A natural coastal blowhole as a novel wave energy extraction mechanism; experimental, cfd, and probabilistic evaluation
摘要
Natural coastal blowholes are rare geomorphological features in which incident waves induce oscillatory motion within coastal cavities, compressing and venting air through a surface outlet and forming a naturally integrated analogue of an oscillating water column. This study evaluates natural blowholes as a nature-based solution for low-impact wave-energy extraction using a combined experimental-numerical-probabilistic framework, with Chabahar Bay in the Oman Sea as a case study. A laboratory flume model was constructed to reproduce blowhole airflow dynamics, and outlet air velocity measurements were used to compute mass flow rate and validate a CFD model under consistent boundary conditions. The validated CFD framework was then extended to the field geometry to estimate pneumatic kinetic power, yielding a peak outlet velocity of approximately 21.6 m s⁻¹, a mass flow rate of approximately 13.0 kg s⁻¹, and an associated kinetic power of about 3 kW per vent. To represent variability in ocean forcing, a Monte Carlo framework comprising 5,000 realizations was parameterized using regional wave-climate statistics and propagated through the deep-water wave-power formulation to quantify uncertainty in wave-power flux. The mean wave-power flux is 8.7 kW m⁻¹ with a 95% confidence interval of 1.6–22.5 kW m⁻¹, and pronounced seasonal variability is observed, with mean flux ranging from approximately 4.5 kW m⁻¹ in winter to 13.2 kW m⁻¹ in summer. These results demonstrate that natural blowholes can provide measurable, site-specific energy yield while minimizing additional coastal infrastructure, and that probabilistic assessment is essential for quantifying uncertainty and seasonality governing long-term reliability.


Task instructions
Identify the lines in the data below that contain "button" and give only how many there are.
:: Excerpted data
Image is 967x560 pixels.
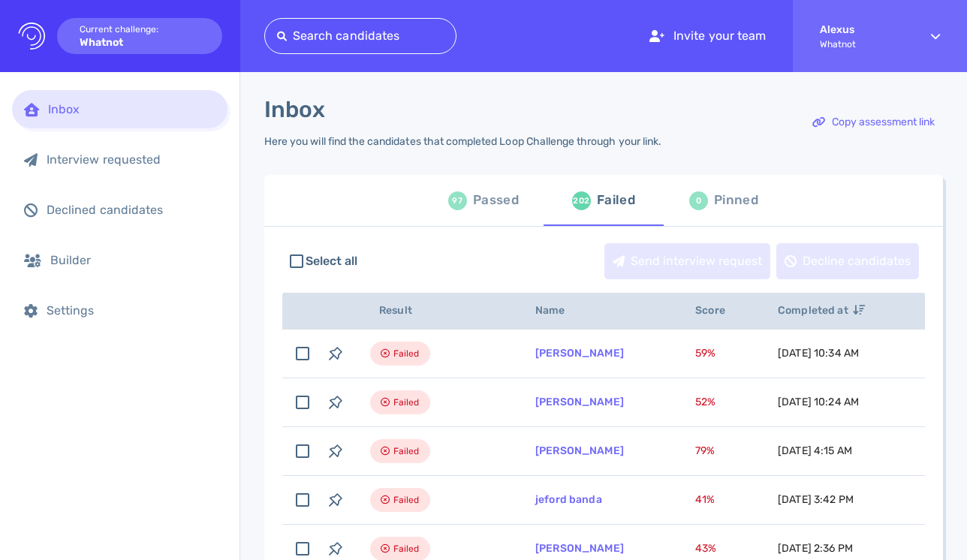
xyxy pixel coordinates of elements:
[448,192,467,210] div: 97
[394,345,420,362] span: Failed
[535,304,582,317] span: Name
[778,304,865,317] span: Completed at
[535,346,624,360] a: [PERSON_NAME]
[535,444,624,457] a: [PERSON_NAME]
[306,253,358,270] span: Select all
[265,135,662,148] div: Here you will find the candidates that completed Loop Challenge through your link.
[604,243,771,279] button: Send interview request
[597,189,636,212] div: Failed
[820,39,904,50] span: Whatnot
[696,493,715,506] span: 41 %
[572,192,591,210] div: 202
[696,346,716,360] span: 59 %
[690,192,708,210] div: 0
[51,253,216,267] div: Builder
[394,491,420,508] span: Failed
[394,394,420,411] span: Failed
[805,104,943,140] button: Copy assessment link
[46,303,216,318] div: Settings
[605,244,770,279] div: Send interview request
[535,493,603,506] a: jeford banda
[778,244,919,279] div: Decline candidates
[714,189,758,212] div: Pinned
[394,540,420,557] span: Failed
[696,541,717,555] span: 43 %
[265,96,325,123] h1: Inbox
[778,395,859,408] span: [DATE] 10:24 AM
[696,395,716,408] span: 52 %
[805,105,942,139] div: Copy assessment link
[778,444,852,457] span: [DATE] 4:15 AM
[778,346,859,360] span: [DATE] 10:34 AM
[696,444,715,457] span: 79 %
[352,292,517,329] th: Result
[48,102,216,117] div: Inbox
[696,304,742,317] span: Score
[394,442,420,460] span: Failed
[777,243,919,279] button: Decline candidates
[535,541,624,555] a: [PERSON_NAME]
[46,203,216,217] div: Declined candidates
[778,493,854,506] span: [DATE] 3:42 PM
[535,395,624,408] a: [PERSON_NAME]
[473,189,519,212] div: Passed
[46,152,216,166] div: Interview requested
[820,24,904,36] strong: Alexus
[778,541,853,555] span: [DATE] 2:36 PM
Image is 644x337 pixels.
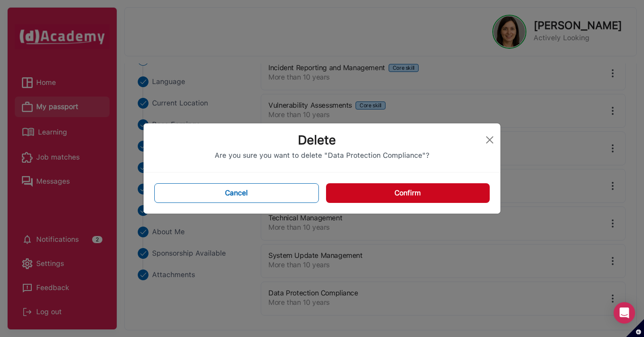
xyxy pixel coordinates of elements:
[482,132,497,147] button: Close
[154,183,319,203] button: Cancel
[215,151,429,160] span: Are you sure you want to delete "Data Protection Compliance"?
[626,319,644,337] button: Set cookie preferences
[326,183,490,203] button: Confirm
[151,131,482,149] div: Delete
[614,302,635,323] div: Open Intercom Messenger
::::
Exercise answer
7